As an example of the results that will be discussed, ASAXS patterns were analyzed and found that the dominant Pt surface area loss mechanism was found to be preferential dissolution or loss of the smallest particles with varying extents of re-precipitation of the dissolved species onto existing particles in both environments. Correlation of ASAXS-determined particle growth and dissolved Pt measurements in the aqueous environment with both calculated and voltammetrically-determined oxide coverages.2This demonstrates that the oxide coverage is playing a key role in the dissolution process and in the corresponding growth of the mean Pt nanoparticle size and loss of ECA.

After extended cycling, the MEA environment showed accelerated degradation as compared to the aqueous stagnant environment (23% to 10% geometric surface area loss after 1,000 potential cycles).
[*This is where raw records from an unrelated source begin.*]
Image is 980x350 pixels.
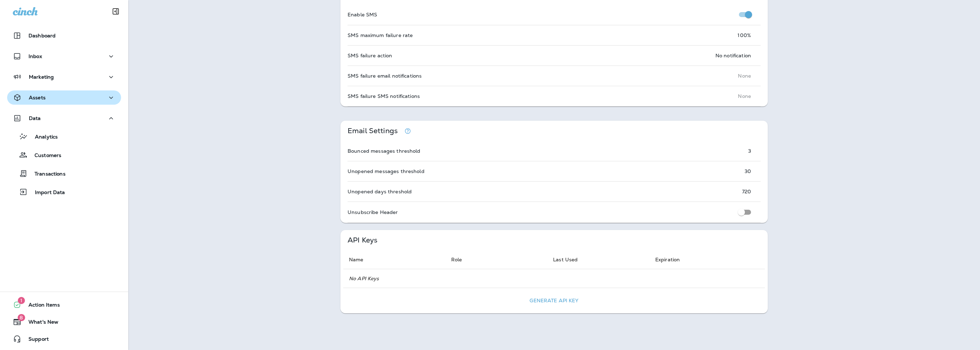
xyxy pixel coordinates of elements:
[742,189,751,194] p: 720
[28,189,65,196] p: Import Data
[348,168,424,174] p: Unopened messages threshold
[348,189,412,194] p: Unopened days threshold
[18,313,25,321] span: 8
[29,94,45,101] p: Assets
[29,33,55,38] p: Dashboard
[518,295,589,305] button: Generate API Key
[348,237,377,243] p: API Keys
[548,250,649,269] th: Last Used
[7,90,121,104] button: Assets
[7,166,121,181] button: Transactions
[348,73,422,78] p: SMS failure email notifications
[7,184,121,199] button: Import Data
[446,250,548,269] th: Role
[29,53,42,59] p: Inbox
[7,314,121,329] button: 8What's New
[348,12,377,18] p: Enable SMS
[28,152,62,159] p: Customers
[7,111,121,126] button: Data
[7,49,121,63] button: Inbox
[7,297,121,312] button: 1Action Items
[737,73,751,78] p: None
[21,302,60,310] span: Action Items
[715,53,751,58] p: No notification
[737,94,751,99] p: None
[29,115,41,121] p: Data
[343,250,446,269] th: Name
[21,319,58,327] span: What's New
[348,127,398,134] p: Email Settings
[349,275,379,281] em: No API Keys
[28,171,65,177] p: Transactions
[7,129,121,143] button: Analytics
[106,4,126,19] button: Collapse Sidebar
[348,94,420,99] p: SMS failure SMS notifications
[7,147,121,162] button: Customers
[748,148,751,153] p: 3
[7,69,121,84] button: Marketing
[737,32,751,38] p: 100 %
[348,53,392,58] p: SMS failure action
[649,250,752,269] th: Expiration
[29,74,54,79] p: Marketing
[348,148,421,153] p: Bounced messages threshold
[7,331,121,346] button: Support
[348,32,413,38] p: SMS maximum failure rate
[18,297,25,304] span: 1
[348,209,398,215] p: Unsubscribe Header
[745,168,751,174] p: 30
[7,28,121,43] button: Dashboard
[28,134,58,141] p: Analytics
[21,336,49,345] span: Support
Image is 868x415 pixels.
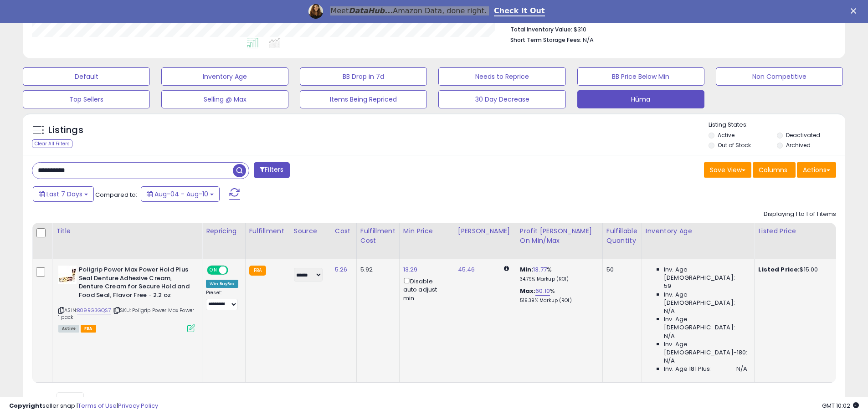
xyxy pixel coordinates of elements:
span: N/A [664,307,675,315]
p: 519.39% Markup (ROI) [520,297,595,304]
span: 59 [664,282,671,291]
div: seller snap | | [9,402,158,410]
b: Max: [520,287,536,295]
b: Poligrip Power Max Power Hold Plus Seal Denture Adhesive Cream, Denture Cream for Secure Hold and... [79,266,190,302]
li: $310 [510,24,829,34]
div: Source [294,226,327,236]
span: Inv. Age [DEMOGRAPHIC_DATA]: [664,291,747,307]
div: Clear All Filters [32,139,72,148]
div: Cost [335,226,352,236]
span: Inv. Age 181 Plus: [664,365,712,373]
span: Aug-04 - Aug-10 [155,190,208,199]
button: Inventory Age [162,68,288,85]
div: Listed Price [758,226,837,236]
label: Active [717,131,735,139]
a: 45.46 [458,265,475,275]
a: 13.77 [533,265,547,275]
div: Close [851,8,860,14]
div: Win BuyBox [206,280,238,288]
span: Last 7 Days [46,190,83,199]
div: ASIN: [58,266,195,331]
button: BB Drop in 7d [300,68,427,85]
button: Aug-04 - Aug-10 [141,186,219,202]
small: FBA [249,266,266,276]
div: Preset: [206,290,238,311]
div: Inventory Age [646,226,751,236]
button: Save View [704,162,751,178]
b: Listed Price: [758,265,800,274]
strong: Copyright [9,402,42,410]
button: 30 Day Decrease [438,90,565,108]
div: Disable auto adjust min [403,276,447,303]
label: Out of Stock [717,142,751,149]
a: Terms of Use [78,402,117,410]
span: All listings currently available for purchase on Amazon [58,325,79,332]
span: ON [208,267,219,275]
div: Min Price [403,226,450,236]
span: 2025-08-18 10:02 GMT [822,402,859,410]
div: [PERSON_NAME] [458,226,512,236]
th: CSV column name: cust_attr_1_Source [290,223,331,259]
span: Inv. Age [DEMOGRAPHIC_DATA]: [664,266,747,282]
button: Last 7 Days [33,186,94,202]
span: N/A [664,332,675,340]
button: BB Price Below Min [578,68,704,85]
a: Check It Out [494,6,545,17]
span: Inv. Age [DEMOGRAPHIC_DATA]-180: [664,340,747,357]
h5: Listings [48,124,84,137]
div: $15.00 [758,266,834,274]
b: Short Term Storage Fees: [510,36,582,44]
div: Fulfillment Cost [360,226,395,246]
div: 50 [606,266,635,274]
span: Show: entries [39,395,104,404]
button: Needs to Reprice [438,68,565,85]
div: % [520,266,595,283]
button: Default [23,68,150,85]
span: Compared to: [95,190,137,199]
button: Non Competitive [716,68,843,85]
div: Title [56,226,198,236]
button: Items Being Repriced [300,90,427,108]
p: Listing States: [709,121,845,130]
span: | SKU: Poligrip Power Max Power 1 pack [58,307,194,320]
div: 5.92 [360,266,392,274]
a: 60.10 [535,287,550,296]
button: Top Sellers [23,90,150,108]
div: Displaying 1 to 1 of 1 items [764,210,836,219]
span: Inv. Age [DEMOGRAPHIC_DATA]: [664,315,747,332]
span: OFF [227,267,241,275]
i: DataHub... [348,6,392,15]
label: Deactivated [786,131,820,139]
div: Fulfillment [249,226,286,236]
a: 13.29 [403,265,418,275]
div: Profit [PERSON_NAME] on Min/Max [520,226,599,246]
b: Min: [520,265,533,274]
a: 5.26 [335,265,348,275]
th: The percentage added to the cost of goods (COGS) that forms the calculator for Min & Max prices. [516,223,602,259]
p: 34.79% Markup (ROI) [520,276,595,283]
a: Privacy Policy [118,402,158,410]
div: Fulfillable Quantity [606,226,638,246]
div: Meet Amazon Data, done right. [331,6,486,15]
div: Repricing [206,226,241,236]
img: 41Ofhwq7QgL._SL40_.jpg [58,266,77,284]
button: Hüma [578,90,704,108]
button: Columns [753,162,795,178]
span: N/A [664,357,675,365]
span: N/A [583,36,594,44]
div: % [520,287,595,304]
label: Archived [786,142,811,149]
img: Profile image for Georgie [308,4,323,19]
a: B09RG3GQS7 [77,307,111,315]
button: Selling @ Max [162,90,288,108]
b: Total Inventory Value: [510,26,572,33]
button: Filters [254,162,289,178]
button: Actions [797,162,836,178]
span: FBA [81,325,96,332]
span: Columns [759,166,787,175]
span: N/A [736,365,747,373]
Introduction of electrolyte flow to the aqueous cell helped accelerate the Pt growth process to become similar to that observed in the MEA (24% geometric surface area loss after 1,000 potential cycles).

These results along with others including those with the Pt3Co catalyst will be discussed in order to shed light on the Pt degradation mechanisms in all environments.

Acknowledgements: The authors would like to acknowledge Sarah Ball, Jonathan Sharman, Brian Theobald, and Graham Hards from Johnson Matthey Fuel Cells for supplying the catalysts and catalyst coated membranes. The authors also acknowledge funding from the U.S. Department of Energy, Office of Energy Efficiency and Renewable Energy, Fuel Cell Technologies Program (Nancy Garland, Technology Development Manager) and the U.S. Department of Energy, Office of Basic Energy Sciences for support of the Advanced Photon Source.

References

  1. T. Narayanan, Soft Matter: Scattering, Imaging, and Manipulation. 1st ed.; Springer: Berlin, 2007.

J. Gilbert, N. Kariuki, R. Subbaraman, A.J. Kropf, M. Smith, E. Holby, D. Morgan, D. Myers, 2012, J Amer Chem Soc, 134, 36.